(Entries taken from a collection)

-=-=-

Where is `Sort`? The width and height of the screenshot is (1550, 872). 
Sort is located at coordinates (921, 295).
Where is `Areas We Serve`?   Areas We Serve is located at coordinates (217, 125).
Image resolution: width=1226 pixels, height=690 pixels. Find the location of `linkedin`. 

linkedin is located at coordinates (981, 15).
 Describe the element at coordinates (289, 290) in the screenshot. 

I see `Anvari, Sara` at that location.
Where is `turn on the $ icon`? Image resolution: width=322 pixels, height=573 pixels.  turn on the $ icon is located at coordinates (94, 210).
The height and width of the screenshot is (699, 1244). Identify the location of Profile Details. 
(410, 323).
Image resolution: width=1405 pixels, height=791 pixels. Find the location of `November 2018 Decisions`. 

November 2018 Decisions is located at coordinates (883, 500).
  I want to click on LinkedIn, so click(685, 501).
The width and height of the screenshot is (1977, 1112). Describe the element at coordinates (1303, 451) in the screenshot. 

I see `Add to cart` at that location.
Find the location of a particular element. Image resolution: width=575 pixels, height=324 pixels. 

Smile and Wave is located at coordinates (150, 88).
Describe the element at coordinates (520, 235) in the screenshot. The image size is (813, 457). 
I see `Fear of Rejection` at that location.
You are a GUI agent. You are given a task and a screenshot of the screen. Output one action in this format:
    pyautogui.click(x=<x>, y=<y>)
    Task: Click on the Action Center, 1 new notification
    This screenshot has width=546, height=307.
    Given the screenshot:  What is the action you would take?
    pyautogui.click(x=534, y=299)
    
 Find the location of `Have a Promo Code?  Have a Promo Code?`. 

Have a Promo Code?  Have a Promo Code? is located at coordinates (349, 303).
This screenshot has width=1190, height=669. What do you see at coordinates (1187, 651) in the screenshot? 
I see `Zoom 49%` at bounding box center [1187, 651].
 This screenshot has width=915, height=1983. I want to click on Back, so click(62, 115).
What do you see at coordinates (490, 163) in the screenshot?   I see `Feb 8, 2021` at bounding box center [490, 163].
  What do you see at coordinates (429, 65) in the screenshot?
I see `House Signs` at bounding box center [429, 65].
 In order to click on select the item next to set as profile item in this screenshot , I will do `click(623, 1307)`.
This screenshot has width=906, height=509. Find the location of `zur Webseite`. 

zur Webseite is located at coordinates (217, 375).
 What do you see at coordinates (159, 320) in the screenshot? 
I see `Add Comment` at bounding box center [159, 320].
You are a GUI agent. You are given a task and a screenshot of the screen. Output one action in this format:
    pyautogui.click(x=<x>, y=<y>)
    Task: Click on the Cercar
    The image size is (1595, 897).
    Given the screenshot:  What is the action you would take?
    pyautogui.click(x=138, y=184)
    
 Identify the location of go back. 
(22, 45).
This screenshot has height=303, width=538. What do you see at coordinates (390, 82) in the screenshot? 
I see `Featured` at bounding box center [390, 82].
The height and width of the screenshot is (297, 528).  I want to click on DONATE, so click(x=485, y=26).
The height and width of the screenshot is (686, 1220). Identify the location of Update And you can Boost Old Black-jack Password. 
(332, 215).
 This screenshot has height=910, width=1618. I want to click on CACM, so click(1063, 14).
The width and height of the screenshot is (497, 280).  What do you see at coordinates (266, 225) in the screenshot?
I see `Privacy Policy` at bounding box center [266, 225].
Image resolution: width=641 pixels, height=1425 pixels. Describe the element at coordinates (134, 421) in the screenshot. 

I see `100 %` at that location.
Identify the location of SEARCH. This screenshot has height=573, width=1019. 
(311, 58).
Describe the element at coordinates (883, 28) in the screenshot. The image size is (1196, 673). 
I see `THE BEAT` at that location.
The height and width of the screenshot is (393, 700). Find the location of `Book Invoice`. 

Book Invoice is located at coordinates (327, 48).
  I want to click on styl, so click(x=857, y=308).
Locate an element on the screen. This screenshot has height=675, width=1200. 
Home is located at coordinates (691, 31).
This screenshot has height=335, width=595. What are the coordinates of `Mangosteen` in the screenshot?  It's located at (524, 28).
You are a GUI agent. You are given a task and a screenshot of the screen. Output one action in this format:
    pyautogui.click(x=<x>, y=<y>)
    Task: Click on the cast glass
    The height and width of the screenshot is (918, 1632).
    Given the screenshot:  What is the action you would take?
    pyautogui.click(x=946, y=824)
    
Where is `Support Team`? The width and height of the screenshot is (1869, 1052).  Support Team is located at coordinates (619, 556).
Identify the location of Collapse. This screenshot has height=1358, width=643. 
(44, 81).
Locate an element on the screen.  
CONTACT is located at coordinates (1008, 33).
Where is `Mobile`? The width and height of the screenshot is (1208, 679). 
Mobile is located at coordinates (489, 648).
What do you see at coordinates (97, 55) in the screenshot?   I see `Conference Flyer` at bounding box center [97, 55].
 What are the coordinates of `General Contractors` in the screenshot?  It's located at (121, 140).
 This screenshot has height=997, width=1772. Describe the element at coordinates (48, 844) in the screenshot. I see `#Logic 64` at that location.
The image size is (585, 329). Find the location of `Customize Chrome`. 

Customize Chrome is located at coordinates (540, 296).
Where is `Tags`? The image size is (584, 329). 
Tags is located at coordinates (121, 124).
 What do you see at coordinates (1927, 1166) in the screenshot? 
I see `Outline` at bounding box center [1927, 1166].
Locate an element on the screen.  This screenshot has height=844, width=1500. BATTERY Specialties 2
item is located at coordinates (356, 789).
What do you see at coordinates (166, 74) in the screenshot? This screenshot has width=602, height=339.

-=-=-

Task objective. All records should be written out again exactly as given.

Expected answer.
Where is `Sort`? The width and height of the screenshot is (1550, 872). 
Sort is located at coordinates (921, 295).
Where is `Areas We Serve`?   Areas We Serve is located at coordinates (217, 125).
Image resolution: width=1226 pixels, height=690 pixels. Find the location of `linkedin`. 

linkedin is located at coordinates (981, 15).
 Describe the element at coordinates (289, 290) in the screenshot. 

I see `Anvari, Sara` at that location.
Where is `turn on the $ icon`? Image resolution: width=322 pixels, height=573 pixels.  turn on the $ icon is located at coordinates (94, 210).
The height and width of the screenshot is (699, 1244). Identify the location of Profile Details. 
(410, 323).
Image resolution: width=1405 pixels, height=791 pixels. Find the location of `November 2018 Decisions`. 

November 2018 Decisions is located at coordinates (883, 500).
  I want to click on LinkedIn, so click(685, 501).
The width and height of the screenshot is (1977, 1112). Describe the element at coordinates (1303, 451) in the screenshot. 

I see `Add to cart` at that location.
Find the location of a particular element. Image resolution: width=575 pixels, height=324 pixels. 

Smile and Wave is located at coordinates (150, 88).
Describe the element at coordinates (520, 235) in the screenshot. The image size is (813, 457). 
I see `Fear of Rejection` at that location.
You are a GUI agent. You are given a task and a screenshot of the screen. Output one action in this format:
    pyautogui.click(x=<x>, y=<y>)
    Task: Click on the Action Center, 1 new notification
    This screenshot has width=546, height=307.
    Given the screenshot:  What is the action you would take?
    pyautogui.click(x=534, y=299)
    
 Find the location of `Have a Promo Code?  Have a Promo Code?`. 

Have a Promo Code?  Have a Promo Code? is located at coordinates (349, 303).
This screenshot has width=1190, height=669. What do you see at coordinates (1187, 651) in the screenshot? 
I see `Zoom 49%` at bounding box center [1187, 651].
 This screenshot has width=915, height=1983. I want to click on Back, so click(62, 115).
What do you see at coordinates (490, 163) in the screenshot?   I see `Feb 8, 2021` at bounding box center [490, 163].
  What do you see at coordinates (429, 65) in the screenshot?
I see `House Signs` at bounding box center [429, 65].
 In order to click on select the item next to set as profile item in this screenshot , I will do `click(623, 1307)`.
This screenshot has width=906, height=509. Find the location of `zur Webseite`. 

zur Webseite is located at coordinates (217, 375).
 What do you see at coordinates (159, 320) in the screenshot? 
I see `Add Comment` at bounding box center [159, 320].
You are a GUI agent. You are given a task and a screenshot of the screen. Output one action in this format:
    pyautogui.click(x=<x>, y=<y>)
    Task: Click on the Cercar
    The image size is (1595, 897).
    Given the screenshot:  What is the action you would take?
    pyautogui.click(x=138, y=184)
    
 Identify the location of go back. 
(22, 45).
This screenshot has height=303, width=538. What do you see at coordinates (390, 82) in the screenshot? 
I see `Featured` at bounding box center [390, 82].
The height and width of the screenshot is (297, 528).  I want to click on DONATE, so click(x=485, y=26).
The height and width of the screenshot is (686, 1220). Identify the location of Update And you can Boost Old Black-jack Password. 
(332, 215).
 This screenshot has height=910, width=1618. I want to click on CACM, so click(1063, 14).
The width and height of the screenshot is (497, 280).  What do you see at coordinates (266, 225) in the screenshot?
I see `Privacy Policy` at bounding box center [266, 225].
Image resolution: width=641 pixels, height=1425 pixels. Describe the element at coordinates (134, 421) in the screenshot. 

I see `100 %` at that location.
Identify the location of SEARCH. This screenshot has height=573, width=1019. 
(311, 58).
Describe the element at coordinates (883, 28) in the screenshot. The image size is (1196, 673). 
I see `THE BEAT` at that location.
The height and width of the screenshot is (393, 700). Find the location of `Book Invoice`. 

Book Invoice is located at coordinates (327, 48).
  I want to click on styl, so click(x=857, y=308).
Locate an element on the screen. This screenshot has height=675, width=1200. 
Home is located at coordinates (691, 31).
This screenshot has height=335, width=595. What are the coordinates of `Mangosteen` in the screenshot?  It's located at (524, 28).
You are a GUI agent. You are given a task and a screenshot of the screen. Output one action in this format:
    pyautogui.click(x=<x>, y=<y>)
    Task: Click on the cast glass
    The height and width of the screenshot is (918, 1632).
    Given the screenshot:  What is the action you would take?
    pyautogui.click(x=946, y=824)
    
Where is `Support Team`? The width and height of the screenshot is (1869, 1052).  Support Team is located at coordinates (619, 556).
Identify the location of Collapse. This screenshot has height=1358, width=643. 
(44, 81).
Locate an element on the screen.  
CONTACT is located at coordinates (1008, 33).
Where is `Mobile`? The width and height of the screenshot is (1208, 679). 
Mobile is located at coordinates (489, 648).
What do you see at coordinates (97, 55) in the screenshot?   I see `Conference Flyer` at bounding box center [97, 55].
 What are the coordinates of `General Contractors` in the screenshot?  It's located at (121, 140).
 This screenshot has height=997, width=1772. Describe the element at coordinates (48, 844) in the screenshot. I see `#Logic 64` at that location.
The image size is (585, 329). Find the location of `Customize Chrome`. 

Customize Chrome is located at coordinates (540, 296).
Where is `Tags`? The image size is (584, 329). 
Tags is located at coordinates (121, 124).
 What do you see at coordinates (1927, 1166) in the screenshot? 
I see `Outline` at bounding box center [1927, 1166].
Locate an element on the screen.  This screenshot has height=844, width=1500. BATTERY Specialties 2
item is located at coordinates (356, 789).
What do you see at coordinates (166, 74) in the screenshot? This screenshot has width=602, height=339.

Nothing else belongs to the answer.